Country Rock My Bloody Valentine?
Holler, Wild Rose! Hee-Haw: For years adventurous music fans have been bemoaning perpetually MIA shoegazing masters My Bloody Valentine, the groundbreaking British group's skyscraping/waterfall guitars and gloriously demented melodies one of the great sounds from the late '80s/early '90s. Rumor has it that a reunited MBV will perform at Coachella 2008; MBV leader Kevin Shields is similarly rumored to be hard at work on a solo album. Meantime we have bands like Film School, and now, Holler, Wild Rose! to keep the MBV flame alive.
Taking pages from the selected works of Pink Floyd and Radiohead as well as My Bloody Valentine, Holler, Wild Rose! cut-and-paste sonic dementia in large brush strokes. Guitars bleed and sprawl over echo-laden drums; vocalist John Mosloskie apes Thom Yorke like a caged parrot; the songs surge and refract light like a day washed LSD trip.

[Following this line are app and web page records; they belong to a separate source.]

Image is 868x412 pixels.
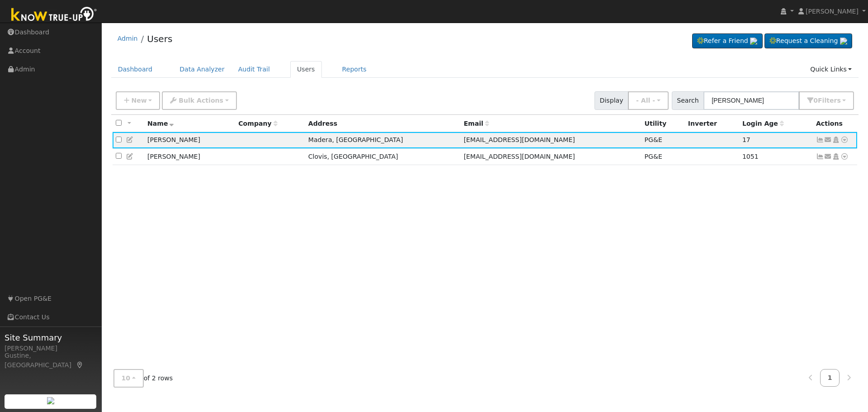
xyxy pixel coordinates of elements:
[816,153,824,160] a: Show Graph
[688,119,736,129] div: Inverter
[179,97,224,104] span: Bulk Actions
[121,374,131,382] span: 10
[818,97,841,104] span: Filter
[111,61,160,77] a: Dashboard
[145,149,235,165] td: [PERSON_NAME]
[162,91,236,110] button: Bulk Actions
[305,149,461,165] td: Clovis, [GEOGRAPHIC_DATA]
[837,97,841,104] span: s
[148,120,174,127] span: Name
[644,136,663,143] span: PG&E
[803,61,858,77] a: Quick Links
[743,120,784,127] span: Days since last login
[644,119,682,129] div: Utility
[816,119,854,129] div: Actions
[464,153,575,160] span: [EMAIL_ADDRESS][DOMAIN_NAME]
[840,38,847,45] img: retrieve
[238,120,277,127] span: Company name
[704,91,799,110] input: Search
[47,397,54,404] img: retrieve
[595,91,628,110] span: Display
[464,120,489,127] span: Email
[145,132,235,149] td: [PERSON_NAME]
[232,61,277,77] a: Audit Trail
[116,91,161,110] button: New
[628,91,668,110] button: - All -
[743,153,759,160] span: 10/30/2022 4:05:47 PM
[113,369,173,387] span: of 2 rows
[832,136,840,143] a: Login As
[113,369,144,387] button: 10
[126,136,134,143] a: Edit User
[824,135,832,145] a: autryacres@yahoo.com
[172,61,232,77] a: Data Analyzer
[765,34,852,49] a: Request a Cleaning
[672,91,704,110] span: Search
[820,369,840,386] a: 1
[692,34,763,49] a: Refer a Friend
[131,97,146,104] span: New
[147,34,172,44] a: Users
[5,343,97,353] div: [PERSON_NAME]
[5,351,97,370] div: Gustine, [GEOGRAPHIC_DATA]
[335,61,374,77] a: Reports
[76,361,84,368] a: Map
[743,136,751,143] span: 08/29/2025 3:56:03 PM
[308,119,458,129] div: Address
[841,152,849,161] a: Other actions
[832,153,840,160] a: Login As
[799,91,854,110] button: 0Filters
[824,152,832,161] a: sheltonautry@gmail.com
[816,136,824,143] a: Show Graph
[6,5,101,26] img: Know True-Up
[806,8,858,15] span: [PERSON_NAME]
[644,153,663,160] span: PG&E
[464,136,575,143] span: [EMAIL_ADDRESS][DOMAIN_NAME]
[117,35,138,42] a: Admin
[291,61,322,77] a: Users
[5,331,97,343] span: Site Summary
[126,153,134,160] a: Edit User
[841,135,849,145] a: Other actions
[305,132,461,149] td: Madera, [GEOGRAPHIC_DATA]
[750,38,757,45] img: retrieve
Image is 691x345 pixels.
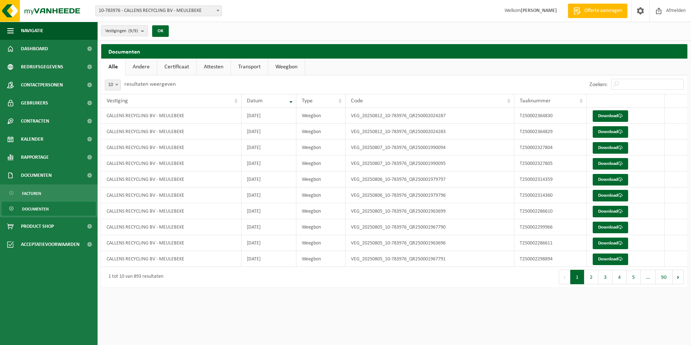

The only real bit of originality Holler, Wild Rose! brings to this mash-up is an almost subliminal infusion of country rock style. It's hard to detect in phantasmagorical tracks like opener "Holler, Wild Rose!," balladic thumper "Mercy Beat," or ambient closer, "Promise Braid," but a country influence is apparent, as if the band (which hails from New Jersey) has spent much time wasting away in some California desert looking for the ghost of Gram Parsons amid the cactus and rattlers. It could be in the guitars which at times recall the laptop steel symphonies of Sneaky Pete Drake, or maybe it's the minor drawl which invades Mosloskie's otherwise Yorke inspired vocals.
But beyond exact influences, Holler, Wild Rose! know how to organize their collective spew (splattered forth by Ryan Smith [drums/percussion], Ryan Cheresnick [guitars], Scott Vangenderen [bass], Mike Ortega [keys/guitars/vocals] and Lou D'Elia [guitars]) into compelling music that defies easy categorization. Space rock? Gregorian odes coupled to ambient time travel? Holler, Wild Rose!'s debut, Our Little Hymnal, sets the clock for the heart of the sunrise, blasting their prayers into deep space.
"Marylawn Hair" flails guitars and drum loops like the best MBV; "Sun Vines" briefly thumps a mocking Liverpudlian beat over finger-plucked guitars and vocals of pure woe.
"Marylawn Hair" (MP3, 5:04)
"Sun Vines" (MP3, 7:03)
Maria Schneider's Sky Blue: These days, big band music is pretty much forgotten amid our nation's obsession with fast food, fast music and fast self satisfaction. But for those who take the time to listen, the genre remains a healthy, vital ingredient to American jazz. New York based composer Maria Schneider leads one of the world's best big bands, and she has garnered multiple commissions and packed houses as well as a 2005 Grammy Award for her album, Concert in the Garden (the first Grammy winning recording with Internet-only sales). Sky Blue, the X album from the Maria Schneider Jazz Orchestra, is a deeply swinging, deeply felt collection of five tracks that have all the ebb and flow of a swollen river in need of release.
Three selections from the album--"Aires De Lando," "Rich's Piece," and "Cerculean Skies"--show Schneider to be a gifted composer of atmospheric sound pieces, more like sonic impressions from a dream that roaring tributes to "Sing Sing Sing."